Kathryn Selfelder’s Dessin No. 1 takes its title from a drawing of an elephant inside a snake in the Little Prince, “which is the incarnation of the quote ‘One only sees well with the heart. The essential is invisible to the eyes’” [program note]. For the rest of this week, you can hear the Minnesota Orchestra’s performance at ClassicalMPR.
The work is dominated by the opening violin melody that is broken up and re-mixed in various forms and instrumentations, the entire work is derived from the opening melody. The first section has slowly oscillating tetrachords over which the melody is introduced by a solo violin and gradually transformed, first by the oboe and bassoon, then the violas and cellos. The transformation of the melody is continuous throughout the piece, using fragments of the melody in various permutations.
The second section is accompanied by lightly arpeggiated chords in the violins. The melodic metamorphosis is mostly augmentation of fragments, with a two note fragment (short-long) stepwise either ascending or descending, not unlike the grace note that the solo violin played at the beginning or the extension of the melody by the oboe in the first section, permeating the whole orchestra to a climax that ends with a octave string passage with brass accents.
The third section is quietly introduced by a descending fragment in the winds, then taken over by the strings with a violin solo singing the melody augmented. That descending wind fragment then reappears and is echoed by the brass. The descending fragment is inverted in the strings and winds until, in its descending form, it is blown clearly by the horns at the second climax.
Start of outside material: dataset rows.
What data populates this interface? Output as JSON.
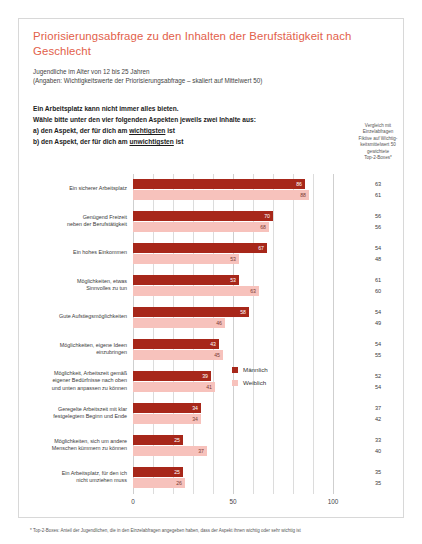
{
  "title": "Priorisierungsabfrage zu den Inhalten der Berufstätigkeit nach Geschlecht",
  "subtitle_1": "Jugendliche im Alter von 12 bis 25 Jahren",
  "subtitle_2": "(Angaben: Wichtigkeitswerte der Priorisierungsabfrage – skaliert auf Mittelwert 50)",
  "instructions": {
    "line_1": "Ein Arbeitsplatz kann nicht immer alles bieten.",
    "line_2": "Wähle bitte unter den vier folgenden Aspekten jeweils zwei Inhalte aus:",
    "line_3_pre": "a) den Aspekt, der für dich am ",
    "line_3_underline": "wichtigsten",
    "line_3_post": " ist",
    "line_4_pre": "b) den Aspekt, der für dich am ",
    "line_4_underline": "unwichtigsten",
    "line_4_post": " ist"
  },
  "comparison_column_header": {
    "line_1": "Vergleich mit",
    "line_2": "Einzelabfragen",
    "line_3": "Fiktive auf Wichtig-",
    "line_4": "keitsmittelwert 50",
    "line_5": "gewichtete",
    "line_6": "Top-2-Boxes*"
  },
  "footnote": "* Top-2-Boxes: Anteil der Jugendlichen, die in den Einzelabfragen angegeben haben, dass der Aspekt ihnen wichtig oder sehr wichtig ist",
  "colors": {
    "title": "#e2604a",
    "male": "#a7271a",
    "female": "#f7c2bc",
    "grid": "#dcdcdc"
  },
  "chart_data": {
    "type": "bar",
    "orientation": "horizontal",
    "title": "Priorisierungsabfrage zu den Inhalten der Berufstätigkeit nach Geschlecht",
    "xlabel": "",
    "ylabel": "",
    "xlim": [
      0,
      100
    ],
    "xticks": [
      "0",
      "50",
      "100"
    ],
    "grid": true,
    "legend_position": "middle-right",
    "categories": [
      "Ein sicherer Arbeitsplatz",
      "Genügend Freizeit neben der Berufstätigkeit",
      "Ein hohes Einkommen",
      "Möglichkeiten, etwas Sinnvolles zu tun",
      "Gute Aufstiegsmöglichkeiten",
      "Möglichkeiten, eigene Ideen einzubringen",
      "Möglichkeit, Arbeitszeit gemäß eigener Bedürfnisse nach oben und unten anpassen zu können",
      "Geregelte Arbeitszeit mit klar festgelegtem Beginn und Ende",
      "Möglichkeiten, sich um andere Menschen kümmern zu können",
      "Ein Arbeitsplatz, für den ich nicht umziehen muss"
    ],
    "category_lines": [
      [
        "Ein sicherer Arbeitsplatz"
      ],
      [
        "Genügend Freizeit",
        "neben der Berufstätigkeit"
      ],
      [
        "Ein hohes Einkommen"
      ],
      [
        "Möglichkeiten, etwas",
        "Sinnvolles zu tun"
      ],
      [
        "Gute Aufstiegsmöglichkeiten"
      ],
      [
        "Möglichkeiten, eigene Ideen",
        "einzubringen"
      ],
      [
        "Möglichkeit, Arbeitszeit gemäß",
        "eigener Bedürfnisse nach oben",
        "und unten anpassen zu können"
      ],
      [
        "Geregelte Arbeitszeit mit klar",
        "festgelegtem Beginn und Ende"
      ],
      [
        "Möglichkeiten, sich um andere",
        "Menschen kümmern zu können"
      ],
      [
        "Ein Arbeitsplatz, für den ich",
        "nicht umziehen muss"
      ]
    ],
    "series": [
      {
        "name": "Männlich",
        "color": "#a7271a",
        "values": [
          86,
          70,
          67,
          53,
          58,
          43,
          39,
          34,
          25,
          25
        ]
      },
      {
        "name": "Weiblich",
        "color": "#f7c2bc",
        "values": [
          88,
          68,
          53,
          63,
          46,
          45,
          41,
          34,
          37,
          26
        ]
      }
    ],
    "comparison_columns": [
      {
        "name": "Männlich",
        "values": [
          63,
          56,
          54,
          61,
          54,
          54,
          52,
          37,
          33,
          35
        ]
      },
      {
        "name": "Weiblich",
        "values": [
          61,
          56,
          48,
          60,
          49,
          55,
          54,
          42,
          40,
          35
        ]
      }
    ]
  }
}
Over that horn call, the violins play the melody in a very augmented form, under which the violas and cellos bring back the arpeggios, reinforced by the winds.
The final section uses a seemingly new melody in the flute and clarinet that, to me, sounds like it is derived from the opening melody yet transformed like a caterpillar becomes a butterfly, or a hat becomes an elephant in a snake. The oscillating tetrachords reappear as the accompaniment to balance the piece.